60 Pa. Commw. 543 | Pa. Commw. Ct. | 1981
Opinion by
The petitioner, William Derrick, appeals from an order of the State Board of Nurse Examiners (Board) which revoked his license to practice as a registered nurse.
The petitioner had been a registered nurse for three years when, on October 26,1976, while employed by St. Clair Hospital in Pittsburgh, he was arrested on
The Board revoked the petitioner’s license pursuant to Section 14(4) of the Professional Nursing Law (Nursing Law), Act of May 22, 1951, P.L. 317, as amended, 63 P.S. §224(4), which provides that the Board may suspend or revoke a license where the Board finds that “[t]he licensee has committed fraud or deceit in the practice of nursing. ...” This appeal followed, and we affirm the Board.
The Board’s finding of fraudulent conduct is clearly based on substantial evidence. The petitioner admitted that he had misappropriated morphine sulphate and he stipulated that he had been convicted of that offense.
The petitioner contends that his conduct did not constitute fraud “in the practice of nursing” because he did not use the names of actual patients to obtain the drugs and because his conduct did not affect the health care of any patients. We have recently held, however, that the statutory proscriptions against fraud in the practice of a health profession are not limited to conduct directly affecting the care of patients, but encompass “all aspects of professional con
Order
And Now, this 16th day of July, 1981, the order of the State Board of Nurse Examiners in the above-captioned case is affirmed.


**Work instructions**
Copy each line of the following data that contains "capital".

Excerpts from a figure dataset:
=== Section Start ===

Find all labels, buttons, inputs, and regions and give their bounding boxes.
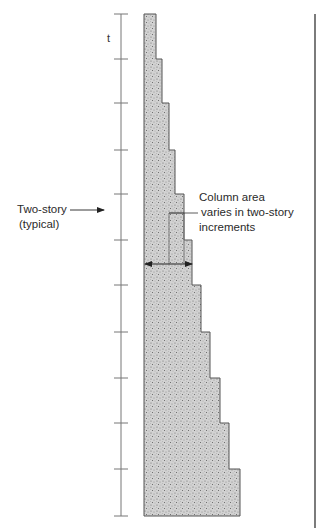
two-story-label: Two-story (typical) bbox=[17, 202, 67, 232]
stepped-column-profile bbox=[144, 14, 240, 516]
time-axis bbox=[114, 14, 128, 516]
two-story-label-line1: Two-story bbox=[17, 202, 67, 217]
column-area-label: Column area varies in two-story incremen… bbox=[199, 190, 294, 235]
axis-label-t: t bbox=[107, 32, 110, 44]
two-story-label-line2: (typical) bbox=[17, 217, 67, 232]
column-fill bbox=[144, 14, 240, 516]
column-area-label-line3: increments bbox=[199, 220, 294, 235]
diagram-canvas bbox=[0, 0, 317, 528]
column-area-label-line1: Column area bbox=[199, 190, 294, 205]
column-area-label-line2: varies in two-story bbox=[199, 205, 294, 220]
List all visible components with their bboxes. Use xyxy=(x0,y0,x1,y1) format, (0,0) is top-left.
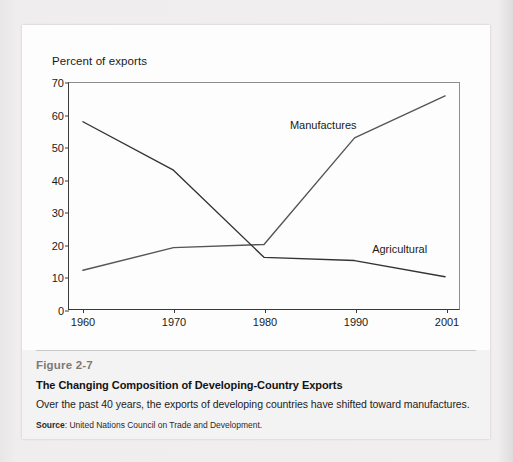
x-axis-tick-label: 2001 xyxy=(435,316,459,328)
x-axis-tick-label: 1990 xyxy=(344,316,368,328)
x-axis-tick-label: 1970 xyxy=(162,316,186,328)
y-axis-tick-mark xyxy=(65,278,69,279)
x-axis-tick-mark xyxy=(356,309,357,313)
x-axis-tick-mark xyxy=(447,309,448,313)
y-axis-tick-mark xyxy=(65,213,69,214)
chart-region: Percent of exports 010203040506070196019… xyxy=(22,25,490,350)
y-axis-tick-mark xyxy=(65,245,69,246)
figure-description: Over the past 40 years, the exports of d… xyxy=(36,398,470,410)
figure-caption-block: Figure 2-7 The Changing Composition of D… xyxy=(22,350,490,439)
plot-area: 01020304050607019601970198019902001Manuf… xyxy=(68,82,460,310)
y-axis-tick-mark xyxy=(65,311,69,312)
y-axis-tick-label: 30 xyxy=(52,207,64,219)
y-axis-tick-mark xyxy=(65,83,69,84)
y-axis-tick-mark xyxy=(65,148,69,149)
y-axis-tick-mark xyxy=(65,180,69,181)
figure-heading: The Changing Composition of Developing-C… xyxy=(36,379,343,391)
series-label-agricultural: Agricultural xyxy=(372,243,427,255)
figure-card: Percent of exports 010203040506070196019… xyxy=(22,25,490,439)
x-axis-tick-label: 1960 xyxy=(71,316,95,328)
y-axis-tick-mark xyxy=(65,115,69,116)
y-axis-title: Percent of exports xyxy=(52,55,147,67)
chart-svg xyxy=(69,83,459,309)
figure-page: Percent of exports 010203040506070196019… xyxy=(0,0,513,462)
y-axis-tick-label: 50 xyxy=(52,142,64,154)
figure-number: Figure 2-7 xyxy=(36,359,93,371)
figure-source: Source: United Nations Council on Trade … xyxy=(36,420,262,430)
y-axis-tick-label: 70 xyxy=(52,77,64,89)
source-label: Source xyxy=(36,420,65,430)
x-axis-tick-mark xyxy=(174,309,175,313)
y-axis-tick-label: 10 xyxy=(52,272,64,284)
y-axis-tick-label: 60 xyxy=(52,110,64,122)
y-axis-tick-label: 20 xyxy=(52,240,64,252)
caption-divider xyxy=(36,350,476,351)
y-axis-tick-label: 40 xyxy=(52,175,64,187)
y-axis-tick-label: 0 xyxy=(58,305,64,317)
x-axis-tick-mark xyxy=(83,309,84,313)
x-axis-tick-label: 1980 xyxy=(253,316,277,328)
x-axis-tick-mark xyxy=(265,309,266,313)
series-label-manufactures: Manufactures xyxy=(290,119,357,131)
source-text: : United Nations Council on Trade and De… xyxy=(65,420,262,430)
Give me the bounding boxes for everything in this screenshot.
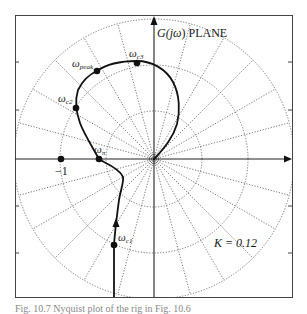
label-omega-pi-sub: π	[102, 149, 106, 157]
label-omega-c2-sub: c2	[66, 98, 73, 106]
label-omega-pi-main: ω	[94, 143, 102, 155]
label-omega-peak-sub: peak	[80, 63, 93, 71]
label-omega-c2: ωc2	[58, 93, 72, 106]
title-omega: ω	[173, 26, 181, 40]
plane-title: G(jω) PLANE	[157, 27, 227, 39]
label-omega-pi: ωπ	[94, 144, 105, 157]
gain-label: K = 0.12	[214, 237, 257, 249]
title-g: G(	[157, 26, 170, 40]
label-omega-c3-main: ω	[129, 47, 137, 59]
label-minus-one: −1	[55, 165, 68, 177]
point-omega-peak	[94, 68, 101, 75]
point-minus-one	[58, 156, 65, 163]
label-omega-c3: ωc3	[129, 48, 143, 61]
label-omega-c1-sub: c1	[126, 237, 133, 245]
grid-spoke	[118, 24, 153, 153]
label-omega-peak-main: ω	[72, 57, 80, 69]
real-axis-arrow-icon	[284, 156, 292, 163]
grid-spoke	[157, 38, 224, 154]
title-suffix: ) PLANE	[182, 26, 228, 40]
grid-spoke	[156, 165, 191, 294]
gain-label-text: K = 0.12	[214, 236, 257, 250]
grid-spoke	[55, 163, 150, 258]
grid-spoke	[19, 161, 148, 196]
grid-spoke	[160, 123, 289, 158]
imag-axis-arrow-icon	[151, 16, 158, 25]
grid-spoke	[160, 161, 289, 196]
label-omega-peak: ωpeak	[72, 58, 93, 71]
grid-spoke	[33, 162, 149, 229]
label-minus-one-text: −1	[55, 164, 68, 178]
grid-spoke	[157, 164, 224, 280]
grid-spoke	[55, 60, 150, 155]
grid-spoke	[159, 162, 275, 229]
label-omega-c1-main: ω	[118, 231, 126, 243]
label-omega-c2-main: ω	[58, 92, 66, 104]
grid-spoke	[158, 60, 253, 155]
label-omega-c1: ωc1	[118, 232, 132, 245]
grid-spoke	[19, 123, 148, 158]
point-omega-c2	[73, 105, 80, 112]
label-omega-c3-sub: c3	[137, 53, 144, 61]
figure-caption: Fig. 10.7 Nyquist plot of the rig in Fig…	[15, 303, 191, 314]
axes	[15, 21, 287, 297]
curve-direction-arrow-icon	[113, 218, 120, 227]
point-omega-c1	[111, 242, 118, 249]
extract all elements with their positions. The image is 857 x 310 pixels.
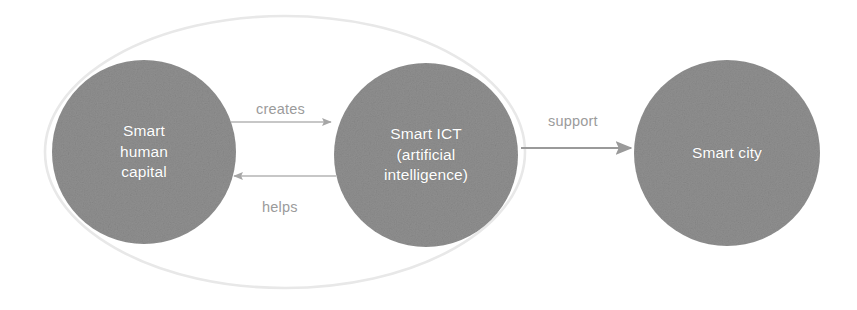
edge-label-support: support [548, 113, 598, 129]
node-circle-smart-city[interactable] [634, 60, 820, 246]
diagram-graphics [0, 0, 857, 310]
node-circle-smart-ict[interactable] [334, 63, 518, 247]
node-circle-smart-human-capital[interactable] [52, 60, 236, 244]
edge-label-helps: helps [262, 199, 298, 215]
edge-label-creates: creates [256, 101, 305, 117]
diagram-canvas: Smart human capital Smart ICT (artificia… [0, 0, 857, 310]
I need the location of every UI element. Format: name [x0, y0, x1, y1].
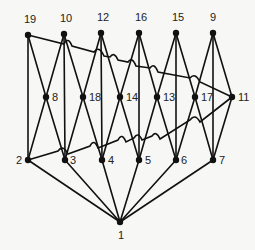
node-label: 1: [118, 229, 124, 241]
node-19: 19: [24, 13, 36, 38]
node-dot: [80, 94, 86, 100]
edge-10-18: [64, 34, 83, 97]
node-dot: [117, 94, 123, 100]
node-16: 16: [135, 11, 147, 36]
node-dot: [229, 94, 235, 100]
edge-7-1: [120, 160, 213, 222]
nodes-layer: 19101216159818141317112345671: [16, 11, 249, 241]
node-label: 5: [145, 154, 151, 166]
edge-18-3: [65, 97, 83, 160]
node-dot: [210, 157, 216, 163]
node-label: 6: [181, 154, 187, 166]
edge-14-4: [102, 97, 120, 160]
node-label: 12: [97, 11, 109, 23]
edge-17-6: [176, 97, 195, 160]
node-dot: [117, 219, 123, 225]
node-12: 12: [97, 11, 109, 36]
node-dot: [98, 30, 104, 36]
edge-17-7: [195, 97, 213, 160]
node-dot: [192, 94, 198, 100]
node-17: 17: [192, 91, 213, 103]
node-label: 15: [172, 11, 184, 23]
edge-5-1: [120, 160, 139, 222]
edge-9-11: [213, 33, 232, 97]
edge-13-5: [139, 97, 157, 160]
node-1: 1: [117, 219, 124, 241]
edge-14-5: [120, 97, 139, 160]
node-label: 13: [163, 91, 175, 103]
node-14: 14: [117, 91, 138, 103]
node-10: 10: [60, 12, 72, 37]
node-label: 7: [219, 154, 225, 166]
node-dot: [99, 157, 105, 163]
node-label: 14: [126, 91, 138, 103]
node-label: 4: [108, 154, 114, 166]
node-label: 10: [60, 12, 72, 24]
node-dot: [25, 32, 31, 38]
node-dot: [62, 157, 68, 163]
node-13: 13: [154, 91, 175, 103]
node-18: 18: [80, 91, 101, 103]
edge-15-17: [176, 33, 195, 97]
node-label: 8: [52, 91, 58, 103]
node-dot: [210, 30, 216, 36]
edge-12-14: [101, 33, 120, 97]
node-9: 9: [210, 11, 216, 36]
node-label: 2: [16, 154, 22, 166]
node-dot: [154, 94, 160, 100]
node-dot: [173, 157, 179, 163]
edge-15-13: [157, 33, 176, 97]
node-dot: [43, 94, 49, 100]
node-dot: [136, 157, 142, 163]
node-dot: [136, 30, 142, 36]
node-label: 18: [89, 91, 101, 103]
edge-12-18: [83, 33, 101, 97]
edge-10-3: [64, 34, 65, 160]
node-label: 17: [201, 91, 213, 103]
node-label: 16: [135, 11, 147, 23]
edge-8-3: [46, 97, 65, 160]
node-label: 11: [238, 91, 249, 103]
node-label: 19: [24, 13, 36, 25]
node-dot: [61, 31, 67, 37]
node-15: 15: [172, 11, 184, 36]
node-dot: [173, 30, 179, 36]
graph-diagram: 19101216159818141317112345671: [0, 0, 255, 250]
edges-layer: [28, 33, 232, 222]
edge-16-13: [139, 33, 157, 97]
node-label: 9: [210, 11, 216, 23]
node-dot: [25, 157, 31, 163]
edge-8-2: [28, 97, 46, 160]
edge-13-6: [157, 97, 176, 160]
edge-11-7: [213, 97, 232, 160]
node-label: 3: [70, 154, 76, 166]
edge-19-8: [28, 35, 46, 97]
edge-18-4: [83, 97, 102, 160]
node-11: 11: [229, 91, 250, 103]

=== Section End ===

**Solution below**
node-circle-smart-human-capital[interactable] [52, 60, 236, 244]
diagram-canvas: Smart human capital Smart ICT (artificia… [0, 0, 857, 310]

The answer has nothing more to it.